If your neigbour’s house is on fire, it will be stupid to fold your arms and watch until it spreads to yours; containing  the fires of banditry and the resultant IDPs in the North must have influenced the decision of the governors in the West to evolve a common self-defence effort called Amotekun (Leopard). The name should not evince fear except in the minds of the bandits. Employing such names is no different from the military launching operations like Snake or Crocodile Smile.

Those governors, like others in the country, spend huge sums buying equipment for the Nigeria Police Force and other security agencies and assisting them with operational costs. But the reality is that the police and other security forces fighting the Boko Haram and other bandits in several parts of the country, are overstretched. There is a saying that you do not admonish the hunchback to straighten up; if he could, he would have done so from childhood. So also do the security services not need any admonition from the Commander-in-Chief  of the Armed Forces or any of us to check banditry, kidnapping and violent crimes that are spiraling out of control.

The governors do not need to wait until the West also becomes a sea of IDP camps before taking appropriate measures to defend the life and property of the people they have been elected to serve. In fact, their slow response in establishing ‘Amotekun’ was beginning to seem like an act of unresponsiveness to the yearnings and needs of the people in that part of the country. In any case, what is the worth of  the chief security officer of  a state that cannot  raise a finger to defend the lives of the people in the state? The most fundamental right is the right to life, and if that is threatened, every human being has a duty to self-defence.
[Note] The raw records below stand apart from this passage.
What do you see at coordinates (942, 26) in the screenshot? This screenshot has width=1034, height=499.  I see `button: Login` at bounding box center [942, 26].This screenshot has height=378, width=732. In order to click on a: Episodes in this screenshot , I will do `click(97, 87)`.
Anybody that has a contrary opinion is a wolf in sheep clothing.
While the police and other security agencies have a duty to ensure the security of the land, it is the people who know their homes that are in the best position to provide intelligence and complement the efforts of the security services.

I have read the rather arrogant opinion of the Attorney General of the Federation and Minister of Justice, Abubakar Malami declaring in a   magisterial manner that ‘Amotekun’ is illegal. People like him suffer from multiple diseases including arrogance, appropriating the powers of the judiciary, sense of proprietorial ownership of the country and a generally poor understanding of policing.
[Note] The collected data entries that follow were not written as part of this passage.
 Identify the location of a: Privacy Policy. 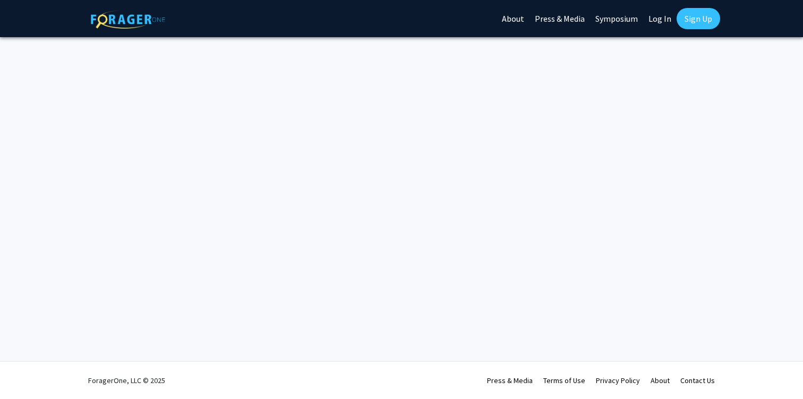
(618, 381).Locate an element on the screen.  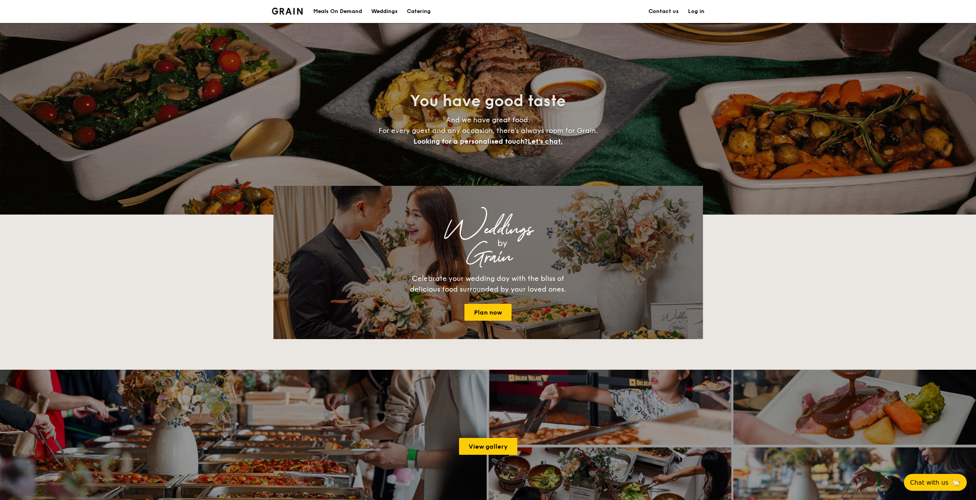
img: Grain is located at coordinates (287, 11).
Malami is like people who see football as a kick-and-follow game rather than an art that requires the skills of a Gordon Banks in goal, a Paolo Maldini in defence, a mesmerizing Jay Jay Okocha in the midfield and the goal scoring prowess of a Pele, Lionel Messi or Cristiano Ronaldo; he sees policing as a baton and gun matter.
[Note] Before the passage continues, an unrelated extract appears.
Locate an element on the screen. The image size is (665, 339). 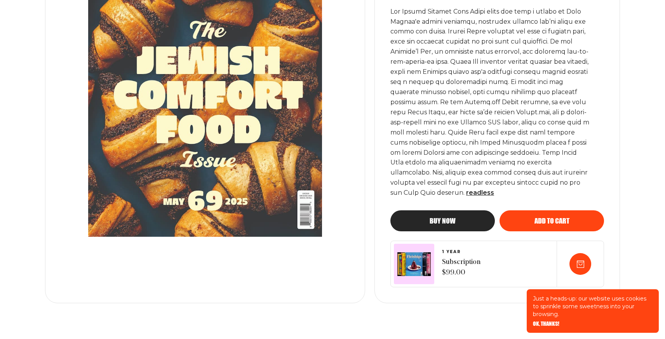
a: 1 YEARSubscription $99.00 is located at coordinates (461, 264).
Whereas policing is more of prevention, intelligence gathering, use of the intellect and incorporation of the citizenry in achieving the desired results of protecting lives and property. He also seems incapable of understanding that he is the Attorney General of a federation and not  of a conquering unitary system where all power must flow from a central command.

In many countries, a scheme like the National Youth Service Corps, NYSC, would be a paramilitary outfit with the twin duties of serving the communities and protecting them against criminals.  But Nigerian elites think they must control all citizens, in this, they will fail.

Reading Malami’s body language, the plan is to humiliate the Western governors and claim a sense of superiority over them as if there are first class and second class citizens in the country. The governors of the West have a choice either to capitulate to threats and intimidation, and lose face, or continue with their noble steps of protecting the populace over whom they govern. I support ‘Amotekun’ I am an Amotekun.